Upon regaining the legal rights to his band’s catalog and name, Jerry and Doyle’s first act was to compile a four-disc box set of crucial Misfits material, appropriately issued in a coffin-shaped box by Caroline Records in 1996. “The whole purpose of the box, as far as I was concerned, was to make the rest of the unofficial ’80s catalog worthless as far as musical value went. The box also helped take care of the bootlegging problem: now you’ve got the box you’ve got 104 original tracks mixed and mastered the way they were intended to be.”
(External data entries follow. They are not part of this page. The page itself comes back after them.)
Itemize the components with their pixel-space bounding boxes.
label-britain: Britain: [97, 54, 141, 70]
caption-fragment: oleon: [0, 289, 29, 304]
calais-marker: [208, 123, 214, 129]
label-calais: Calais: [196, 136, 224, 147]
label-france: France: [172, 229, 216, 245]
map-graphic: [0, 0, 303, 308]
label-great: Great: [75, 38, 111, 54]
Jerry and Doyle also wasted no time in assembling a new live band, recruiting drummer Dr. Chud and singer Michale Graves to round out their new line-up. The revitalized ensemble has played two European tours to date under the Misfits moniker, as well as an East Coast headlining tour. The four-piece is currently in the middle of a 14-show regional jaunt that stops at Bogie’s on Saturday night, then will take a short break before embarking on a major summer tour with Megadeth. In concert, the new band has been offering lengthy sets that mix equal portions of vintage Danzig-era material with new works from the recent Geffen Records release, American Psycho.

After years of laboring on small and self-run labels, Jerry Only finds himself particularly gratified by the financial and creative support that came with the major-label record deal for American Psycho. “What Geffen does is they try to make me famous. What I try and do is help them,” explains Only, laughing. “And I think that we’ve earned the right to enjoy the benefits of the deal, y’know? So if anyone’s got any political or social dilemma about it, I just tell ’em to chill out and enjoy it, ’cause I certainly am. And Geffen has really been great to us, they’ve just done everything that we’ve asked them to do . . . even the bubblegum cards.”
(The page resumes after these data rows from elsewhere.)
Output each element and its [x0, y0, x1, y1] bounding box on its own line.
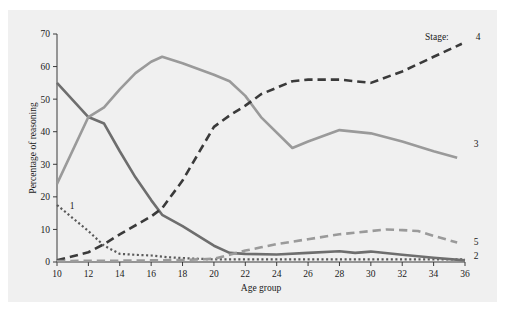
series-line-1 [57, 205, 465, 259]
x-tick-label: 22 [241, 269, 251, 279]
series-line-5 [57, 229, 457, 261]
series-line-3 [57, 57, 457, 184]
x-axis-tick-labels: 1012141618202224262830323436 [52, 269, 470, 279]
x-tick-label: 34 [429, 269, 439, 279]
x-tick-label: 10 [52, 269, 62, 279]
y-tick-label: 20 [41, 192, 51, 202]
series-label-2: 2 [474, 251, 479, 261]
line-chart: 010203040506070 101214161820222426283032… [0, 0, 505, 311]
series-label-1: 1 [70, 201, 75, 211]
y-tick-label: 70 [41, 29, 51, 39]
y-tick-label: 60 [41, 62, 51, 72]
y-tick-label: 10 [41, 225, 51, 235]
x-tick-label: 30 [366, 269, 376, 279]
y-tick-label: 30 [41, 160, 51, 170]
x-tick-label: 16 [146, 269, 156, 279]
y-tick-label: 50 [41, 95, 51, 105]
series-line-4 [57, 44, 462, 261]
series-label-4: 4 [476, 32, 481, 42]
x-tick-label: 24 [272, 269, 282, 279]
y-tick-label: 40 [41, 127, 51, 137]
y-axis-ticks [53, 34, 57, 262]
x-tick-label: 32 [397, 269, 407, 279]
series-label-5: 5 [474, 237, 479, 247]
x-tick-label: 14 [115, 269, 125, 279]
data-series-group [57, 44, 465, 261]
x-tick-label: 28 [335, 269, 345, 279]
series-label-3: 3 [474, 139, 479, 149]
x-tick-label: 20 [209, 269, 219, 279]
y-axis-tick-labels: 010203040506070 [41, 29, 51, 267]
x-tick-label: 12 [84, 269, 94, 279]
x-axis-title: Age group [241, 283, 282, 293]
x-tick-label: 26 [303, 269, 313, 279]
legend-title: Stage: [425, 32, 449, 42]
x-tick-label: 18 [178, 269, 188, 279]
series-line-2 [57, 83, 465, 261]
x-tick-label: 36 [460, 269, 470, 279]
y-tick-label: 0 [45, 257, 50, 267]
x-axis-ticks [57, 262, 465, 266]
y-axis-title: Percentage of reasoning [28, 102, 38, 194]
Bubblegum cards? “Yeah, Geffen did this five-card set for us that tells the story of the band and has each of our pictures on a card. And after all these years of making music, I don’t even feel like the CD release is as big to me as these bubblegum cards are. I mean, people ask me ‘How will you know when you’re a success?’ and I say ‘I think I am now, ’cause I’ve got my own trading card.’

“Or here’s another way I can tell I’m a success: the other night my son, who’s 11 years old, starts yelling from his room ‘Dad! Dad! Come in here!’ and I’m thinking ‘Oh god, what’s up, has he got a giant raccoon or something crawling into his window? Am I gonna have to fight some fierce animal?’ But I get to his room and he’s watching professional wrestling, watching these two bald guys called the Headbangers–and one of ’em’s got a Misfits shirt on! And the Headbangers are jumping all over some guy and we’re going crazy yelling ‘Get him! Get him!’ and just having a great time. So, y’know, it’s hard paying the bills sometimes, but I got a trading card and I can tell my son to wear his Misfits shirt so he’ll grow up strong like the Headbangers . . . so life’s really pretty good these days as far as I’m concerned.”